Extracted records
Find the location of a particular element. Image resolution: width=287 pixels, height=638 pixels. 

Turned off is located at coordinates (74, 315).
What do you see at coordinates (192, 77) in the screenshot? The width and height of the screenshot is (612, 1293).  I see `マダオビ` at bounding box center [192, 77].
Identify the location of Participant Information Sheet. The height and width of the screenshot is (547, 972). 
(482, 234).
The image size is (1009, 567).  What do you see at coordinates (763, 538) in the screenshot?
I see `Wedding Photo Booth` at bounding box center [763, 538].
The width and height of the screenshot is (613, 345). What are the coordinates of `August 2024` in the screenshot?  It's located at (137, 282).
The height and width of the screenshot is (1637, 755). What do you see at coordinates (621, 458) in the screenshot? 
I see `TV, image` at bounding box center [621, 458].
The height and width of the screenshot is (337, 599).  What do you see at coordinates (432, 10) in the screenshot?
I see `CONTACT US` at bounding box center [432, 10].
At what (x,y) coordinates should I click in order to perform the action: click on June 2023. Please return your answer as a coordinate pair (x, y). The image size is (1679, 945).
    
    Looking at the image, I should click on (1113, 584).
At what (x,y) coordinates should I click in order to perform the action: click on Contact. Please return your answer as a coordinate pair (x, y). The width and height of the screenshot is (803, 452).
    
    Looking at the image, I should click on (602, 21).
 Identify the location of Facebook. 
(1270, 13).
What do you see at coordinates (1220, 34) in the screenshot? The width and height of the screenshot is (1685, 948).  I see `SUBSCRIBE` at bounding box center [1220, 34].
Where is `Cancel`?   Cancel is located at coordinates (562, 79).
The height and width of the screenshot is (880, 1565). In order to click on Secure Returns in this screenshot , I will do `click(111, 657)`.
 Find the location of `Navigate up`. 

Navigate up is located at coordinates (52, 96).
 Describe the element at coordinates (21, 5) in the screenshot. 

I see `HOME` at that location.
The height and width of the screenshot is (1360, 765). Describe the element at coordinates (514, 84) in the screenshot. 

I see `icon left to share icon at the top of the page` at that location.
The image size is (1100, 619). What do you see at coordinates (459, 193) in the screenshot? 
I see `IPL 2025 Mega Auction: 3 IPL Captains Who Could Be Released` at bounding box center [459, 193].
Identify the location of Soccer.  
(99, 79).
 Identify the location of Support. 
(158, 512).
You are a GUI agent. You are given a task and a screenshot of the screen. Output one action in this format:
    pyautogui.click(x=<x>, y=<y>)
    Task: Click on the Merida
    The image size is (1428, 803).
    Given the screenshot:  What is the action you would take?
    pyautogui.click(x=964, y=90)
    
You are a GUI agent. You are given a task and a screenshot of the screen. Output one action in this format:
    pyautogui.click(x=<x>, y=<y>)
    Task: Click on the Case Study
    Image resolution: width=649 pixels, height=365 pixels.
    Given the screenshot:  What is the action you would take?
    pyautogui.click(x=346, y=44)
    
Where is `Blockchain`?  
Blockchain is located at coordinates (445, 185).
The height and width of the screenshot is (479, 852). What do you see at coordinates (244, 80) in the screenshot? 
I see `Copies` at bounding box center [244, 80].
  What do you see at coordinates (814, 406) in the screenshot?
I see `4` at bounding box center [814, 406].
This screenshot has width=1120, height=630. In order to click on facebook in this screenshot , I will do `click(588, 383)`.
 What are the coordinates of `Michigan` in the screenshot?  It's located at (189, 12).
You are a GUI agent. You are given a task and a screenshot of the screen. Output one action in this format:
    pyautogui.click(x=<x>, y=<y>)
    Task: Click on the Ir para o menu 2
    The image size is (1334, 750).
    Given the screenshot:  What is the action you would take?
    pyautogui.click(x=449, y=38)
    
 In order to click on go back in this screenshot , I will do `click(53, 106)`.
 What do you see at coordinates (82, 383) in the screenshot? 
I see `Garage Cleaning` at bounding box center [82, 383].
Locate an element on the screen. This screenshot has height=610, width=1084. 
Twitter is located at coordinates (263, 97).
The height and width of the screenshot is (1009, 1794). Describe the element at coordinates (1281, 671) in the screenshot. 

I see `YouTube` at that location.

### Your instructions
Give back each entry above precisely as it was written.

### Exercise result
Find the location of a particular element. Image resolution: width=287 pixels, height=638 pixels. 

Turned off is located at coordinates (74, 315).
What do you see at coordinates (192, 77) in the screenshot? The width and height of the screenshot is (612, 1293).  I see `マダオビ` at bounding box center [192, 77].
Identify the location of Participant Information Sheet. The height and width of the screenshot is (547, 972). 
(482, 234).
The image size is (1009, 567).  What do you see at coordinates (763, 538) in the screenshot?
I see `Wedding Photo Booth` at bounding box center [763, 538].
The width and height of the screenshot is (613, 345). What are the coordinates of `August 2024` in the screenshot?  It's located at (137, 282).
The height and width of the screenshot is (1637, 755). What do you see at coordinates (621, 458) in the screenshot? 
I see `TV, image` at bounding box center [621, 458].
The height and width of the screenshot is (337, 599).  What do you see at coordinates (432, 10) in the screenshot?
I see `CONTACT US` at bounding box center [432, 10].
At what (x,y) coordinates should I click in order to perform the action: click on June 2023. Please return your answer as a coordinate pair (x, y). The image size is (1679, 945).
    
    Looking at the image, I should click on (1113, 584).
At what (x,y) coordinates should I click in order to perform the action: click on Contact. Please return your answer as a coordinate pair (x, y). The width and height of the screenshot is (803, 452).
    
    Looking at the image, I should click on (602, 21).
 Identify the location of Facebook. 
(1270, 13).
What do you see at coordinates (1220, 34) in the screenshot? The width and height of the screenshot is (1685, 948).  I see `SUBSCRIBE` at bounding box center [1220, 34].
Where is `Cancel`?   Cancel is located at coordinates (562, 79).
The height and width of the screenshot is (880, 1565). In order to click on Secure Returns in this screenshot , I will do `click(111, 657)`.
 Find the location of `Navigate up`. 

Navigate up is located at coordinates (52, 96).
 Describe the element at coordinates (21, 5) in the screenshot. 

I see `HOME` at that location.
The height and width of the screenshot is (1360, 765). Describe the element at coordinates (514, 84) in the screenshot. 

I see `icon left to share icon at the top of the page` at that location.
The image size is (1100, 619). What do you see at coordinates (459, 193) in the screenshot? 
I see `IPL 2025 Mega Auction: 3 IPL Captains Who Could Be Released` at bounding box center [459, 193].
Identify the location of Soccer.  
(99, 79).
 Identify the location of Support. 
(158, 512).
You are a GUI agent. You are given a task and a screenshot of the screen. Output one action in this format:
    pyautogui.click(x=<x>, y=<y>)
    Task: Click on the Merida
    The image size is (1428, 803).
    Given the screenshot:  What is the action you would take?
    pyautogui.click(x=964, y=90)
    
You are a GUI agent. You are given a task and a screenshot of the screen. Output one action in this format:
    pyautogui.click(x=<x>, y=<y>)
    Task: Click on the Case Study
    Image resolution: width=649 pixels, height=365 pixels.
    Given the screenshot:  What is the action you would take?
    pyautogui.click(x=346, y=44)
    
Where is `Blockchain`?  
Blockchain is located at coordinates (445, 185).
The height and width of the screenshot is (479, 852). What do you see at coordinates (244, 80) in the screenshot? 
I see `Copies` at bounding box center [244, 80].
  What do you see at coordinates (814, 406) in the screenshot?
I see `4` at bounding box center [814, 406].
This screenshot has width=1120, height=630. In order to click on facebook in this screenshot , I will do `click(588, 383)`.
 What are the coordinates of `Michigan` in the screenshot?  It's located at (189, 12).
You are a GUI agent. You are given a task and a screenshot of the screen. Output one action in this format:
    pyautogui.click(x=<x>, y=<y>)
    Task: Click on the Ir para o menu 2
    The image size is (1334, 750).
    Given the screenshot:  What is the action you would take?
    pyautogui.click(x=449, y=38)
    
 In order to click on go back in this screenshot , I will do `click(53, 106)`.
 What do you see at coordinates (82, 383) in the screenshot? 
I see `Garage Cleaning` at bounding box center [82, 383].
Locate an element on the screen. This screenshot has height=610, width=1084. 
Twitter is located at coordinates (263, 97).
The height and width of the screenshot is (1009, 1794). Describe the element at coordinates (1281, 671) in the screenshot. 

I see `YouTube` at that location.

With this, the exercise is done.